Special features of the new Vajrasana For the first time a resident community will live at Vajrasana, quartered in the old farmhouse. The new retreat centre itself has many special features. The building is energy-efficient and has a low carbon footprint, designed and built to PassivHaus standards. It will have lower energy bills than the previous retreat centre despite nearly doubling in capacity, to 60 retreatants. The building uses traditional techniques such as triple glazing, insulation and photovoltaics on the roof as well as design features which use orientation and space to maximise natural light, heating and cooling. The Sangha courtyard (pictured below, in construction) is designed as a place of colour and communality, somewhere to enjoy and hang out. All the bedrooms, the dining area and the lounge lead out into it.

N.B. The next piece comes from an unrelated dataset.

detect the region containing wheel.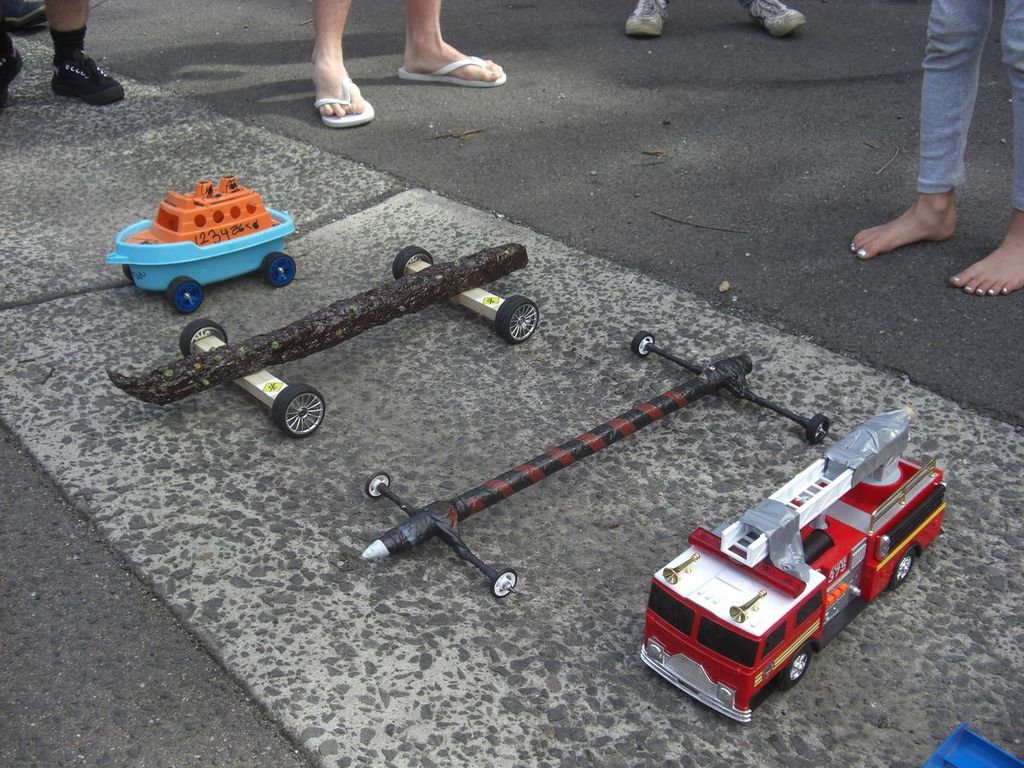
l=490, t=567, r=515, b=596.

Next is the Stupa Courtyard (above), arranged around this ancient Buddhist architectural form, which is also a visual reminder of impermanence. The ashes of Sangharakshita’s teacher and friend Dhardo Rinpoche will be placed inside the stupa during the opening ceremony. The Stupa Courtyard is specifically designed for collective Buddhist rituals and walking meditation, while the Akshobhya Garden (following page, upper right) is intended for more solitary contemplation. The figure floating over the pond, cast in bronze, is Akshobhya, the Buddha of ‘mirror-like’ wisdom who sees and reflects things as they truly are.


The Stupa Courtyard, Akshobhya Garden and shrine room together form the ‘Temple Precinct’, all the elements of which eventually draw us towards the Buddha in the shrine room. By the time you reach it, you will have crossed a boundary, started an inner journey, a shift reflected in the shrine room’s design. Daylight falls through the high lattice of the ‘jali wall’, moving around the shrine room during the day and passing across the Buddha. The large Buddha figure combines historical forms with suggestions of the archetype that the Buddha embodies. It sits in a golden niche, symbolising the beauty of the transcendental breaking through into the shrine room.